First, let’s look at a map of the main Eurasian Silk Road routes. Note that central Asia, above Persia, is at the center of the map. It is also the midpoint between most of the civilizations on that map.

                                                                         Wikipedia map

Then lets add the Saharan trade routes

                                                                                                         Wikipedia map          

 Here are the Roman trade routes:

Wikimedia Commons image

So what we have here is a network that connected most of the peoples of the Old World. There is also some evidence for occasional connections to the Americas, but that is a more complicated subject. However, the Americas don’t seem to have been completely disconnected either.

Although this is a vast network, there was also a main central point of this network, historically, and that was the region of Northern Afghanistan, Eastern Iran, Uzbekistan, and Central Asia in general. This was the main connection point between hugely different empires, and it was the site of a great deal of cultural exchange as a result.
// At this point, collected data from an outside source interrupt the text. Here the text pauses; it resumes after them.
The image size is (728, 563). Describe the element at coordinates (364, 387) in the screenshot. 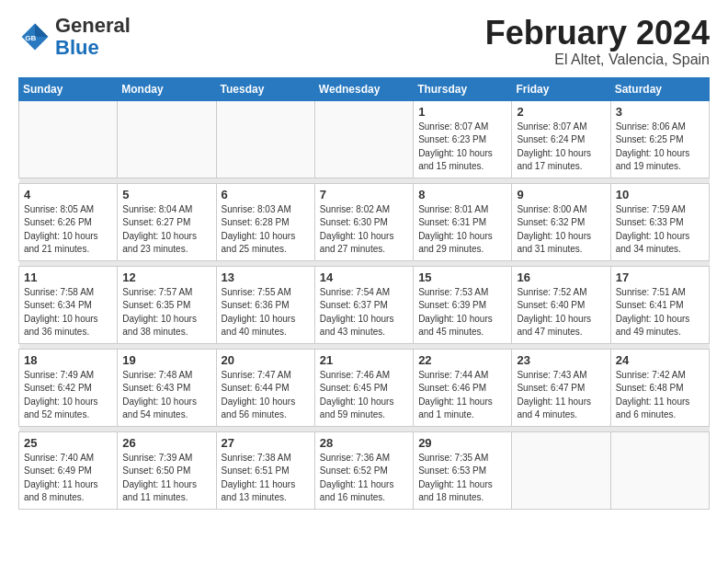

I see `calendar-day-cell: 21Sunrise: 7:46 AMSunset: 6:45 PMDayligh…` at that location.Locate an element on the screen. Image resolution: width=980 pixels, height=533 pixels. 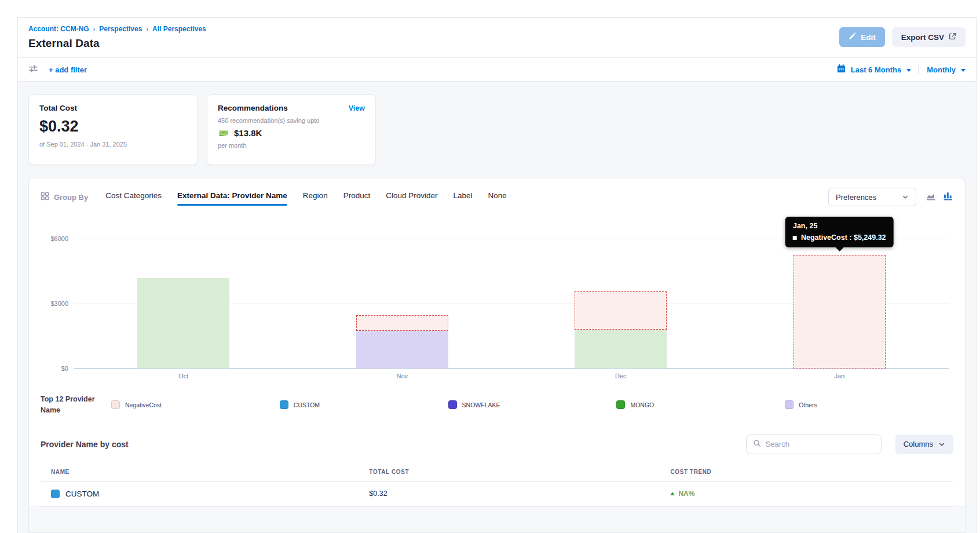
bar-dec is located at coordinates (621, 330).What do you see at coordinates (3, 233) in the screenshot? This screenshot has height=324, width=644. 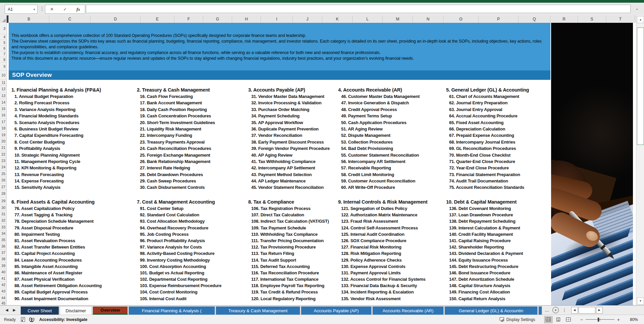 I see `row-header-34: 34` at bounding box center [3, 233].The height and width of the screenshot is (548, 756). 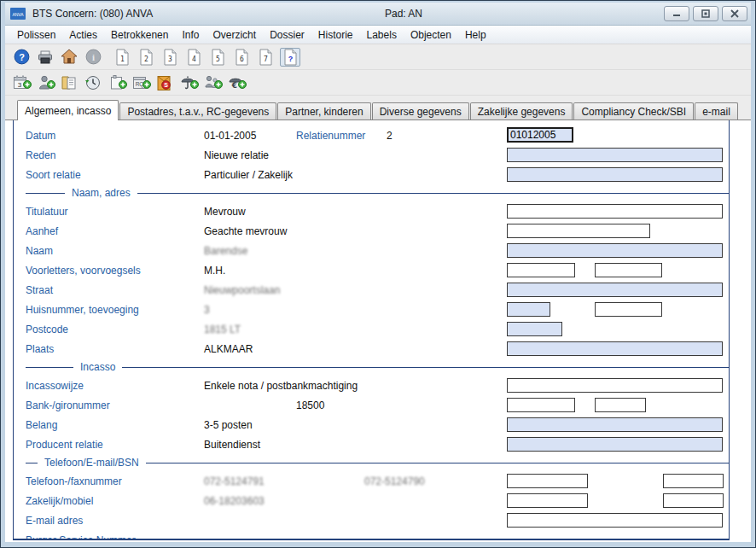 What do you see at coordinates (377, 367) in the screenshot?
I see `section-incasso: Incasso` at bounding box center [377, 367].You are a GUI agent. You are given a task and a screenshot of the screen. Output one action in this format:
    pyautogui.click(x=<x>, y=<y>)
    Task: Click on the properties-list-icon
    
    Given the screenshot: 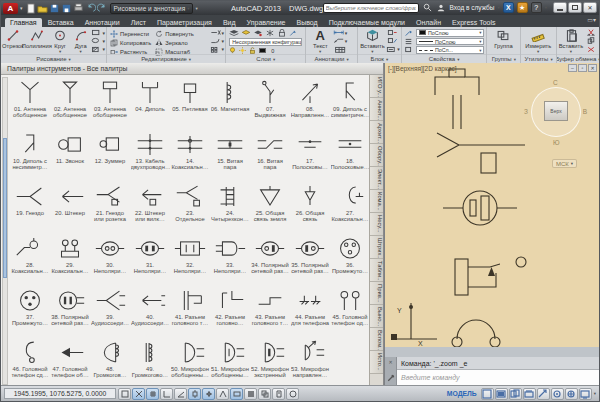 What is the action you would take?
    pyautogui.click(x=409, y=42)
    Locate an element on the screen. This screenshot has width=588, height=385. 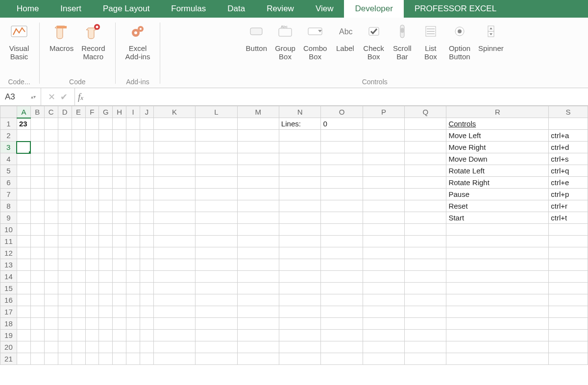
cell-E16 is located at coordinates (78, 300).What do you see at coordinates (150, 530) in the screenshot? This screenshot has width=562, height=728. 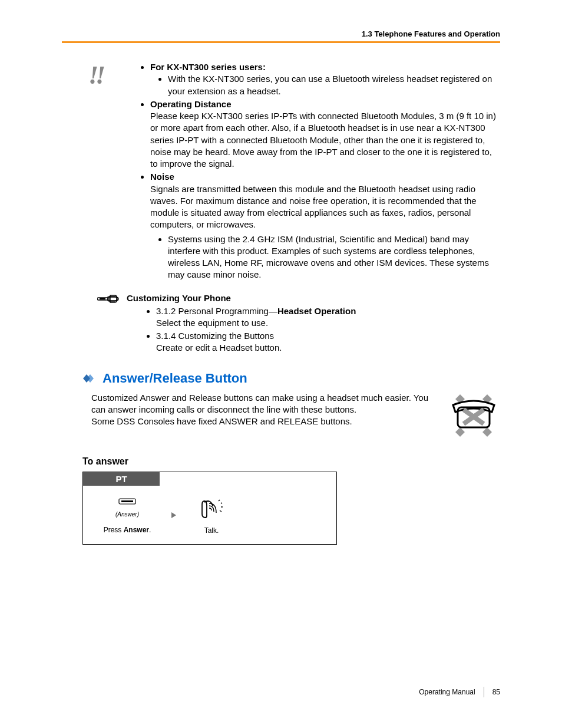 I see `step-text: .` at bounding box center [150, 530].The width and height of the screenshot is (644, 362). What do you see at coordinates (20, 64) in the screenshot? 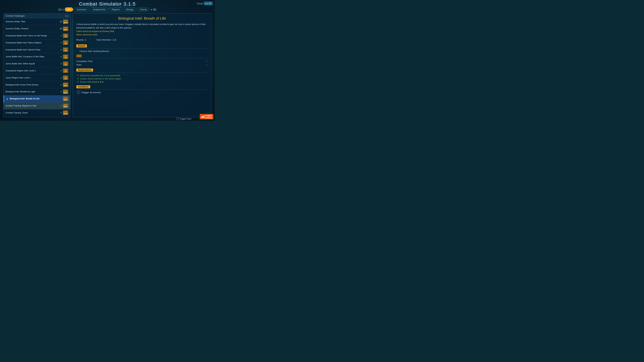
I see `challenge-name: Junon Battle Intel: White Squall` at bounding box center [20, 64].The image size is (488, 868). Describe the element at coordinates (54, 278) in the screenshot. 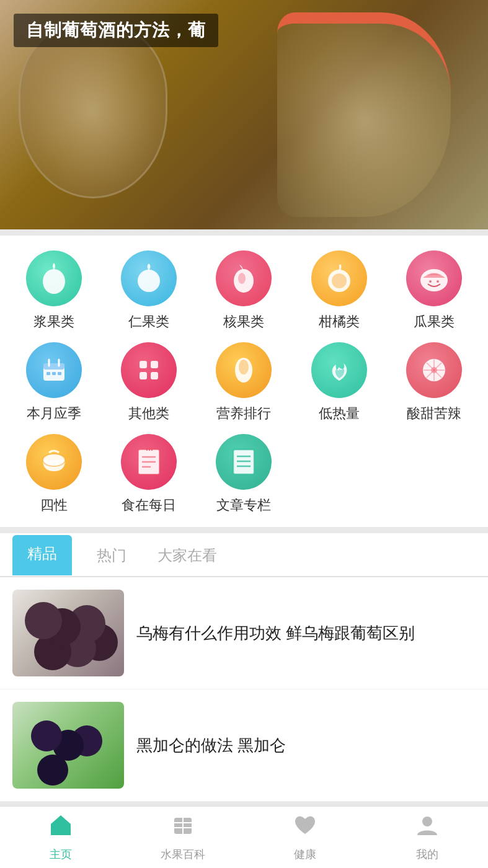

I see `berry-icon` at that location.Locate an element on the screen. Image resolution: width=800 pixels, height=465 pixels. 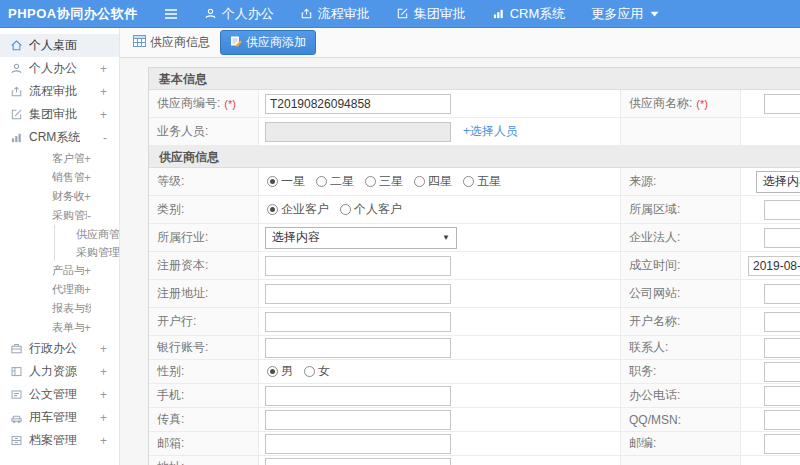
hamburger-menu-icon is located at coordinates (171, 14).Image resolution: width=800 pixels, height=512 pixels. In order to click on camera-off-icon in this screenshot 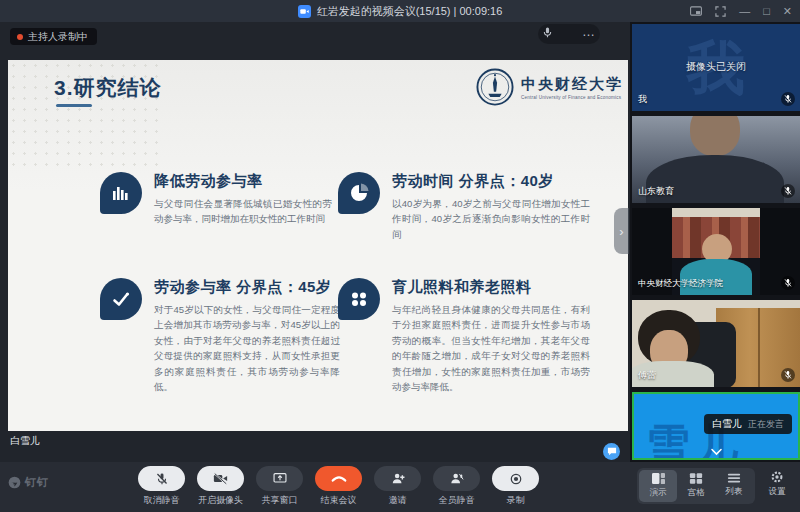, I will do `click(220, 478)`.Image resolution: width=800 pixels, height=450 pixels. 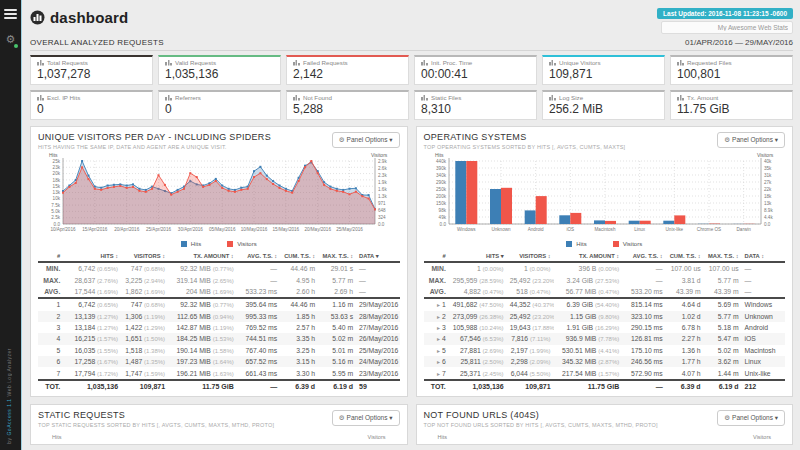 I want to click on app-title: dashboard, so click(x=89, y=18).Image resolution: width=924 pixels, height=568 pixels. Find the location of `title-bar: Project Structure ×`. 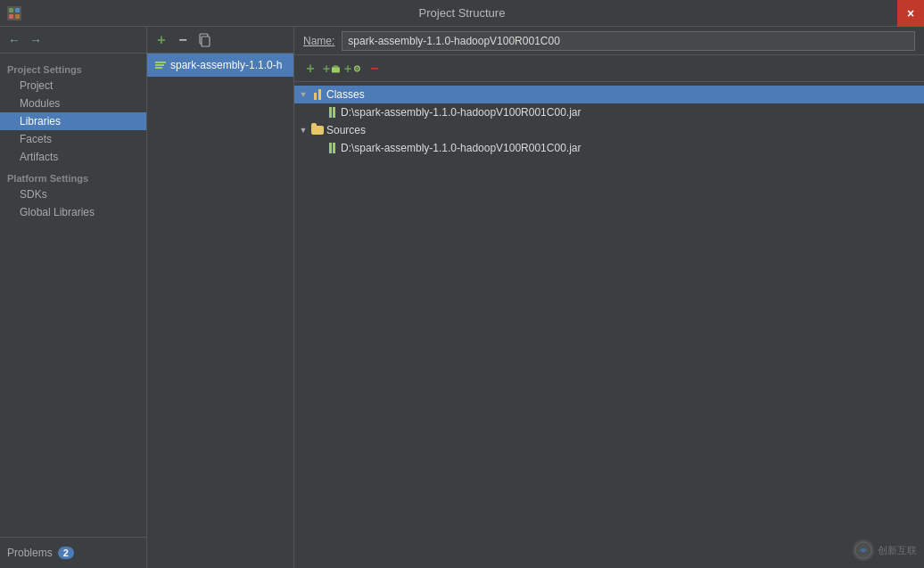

We also tend to think of Central Asia as a vast no-man’s land that could have been a place where people crossed paths in olden times but it was probably nothing on its own. Nothing could be further from the truth, actually. This region was an incredibly prosperous, sophisticated, cosmopolitan, intellectual and spiritual world. Hwever, not much remains today in terms of ancient buildings you could visit as a tourist for a couple of reasons: first, the buildings themselves were mostly built of mud bricks and mud bricks do’t survive for a long time without constant repair, so they are mostly gone. Second, this region has been passed over by many waves of invaders who destroyed the things that were there from the past, and they did it on purpose and did it thoroughly. Third, there has been some degree of climate change in the area so that it is more like a desert than it used to be. And fourth, we haven’t really looked that much because it was so out of the way from our modern world’s interests for so long, and there have been political and safety challenges in the region for some time so it was hard to do any aracheological digging in this region. However, modern Russian, Chinese, and now local archaeologists have started looking, so we will have more to look at as time goes on.

What we have learned though is that central Asia was itself an incredibly vibrant cultural center all of its own. Many of the innovations we think of as critical to the modern world came from there. Modern experimental science, astronomy, modern medicine, modern mathematics such as algebra all come from central Asians. Rumi was from there. We have heard that these things came from the Islamic world, but actually they came from central Asians who were writing in Arabic and got famous through their connections to the Arab capitals such as Baghdad where they went to work later in their lives. Rumi was from Afghanistan but moved to Turkey, which is where you know of him from.

For more on this check out ‘Warriors of the Cloisters: The central Asian origins of science in the medieval world’ by Christopher I. Beckwith.

Here is an example of the sophistication of this cultural world from one of the murals of Penjikent (this is an artist’s reconstruction but it makes it clearer this way).

Artist’s reconstructin of the ceremonial hall in the palace at Ancient Penjikent, from https://awanderer.smugmug.com/Penjikent-Murals-Tajikistan/

Think of the Silk Road as a network of cultures, like nodes in a web of peoples. Central Asia was the common meeting room and heart of the network. We in Europe and elsewhere were part of this system. However, we were in a more remote part of the network, not in the center of much of the historical action. In modern times Europe became a center of attention, then America, and maybe now China will rise to the fore. Still, it is the same network and at different times different parts shine. The network itself remains unchanged.

For a more accurate vision of history switch your attention to the human network, and make the center of your vision Central Asia. In this network we are all one extended family. All of the different peoples in it are cousins. Central Asia was our main common area and our most important marketplace.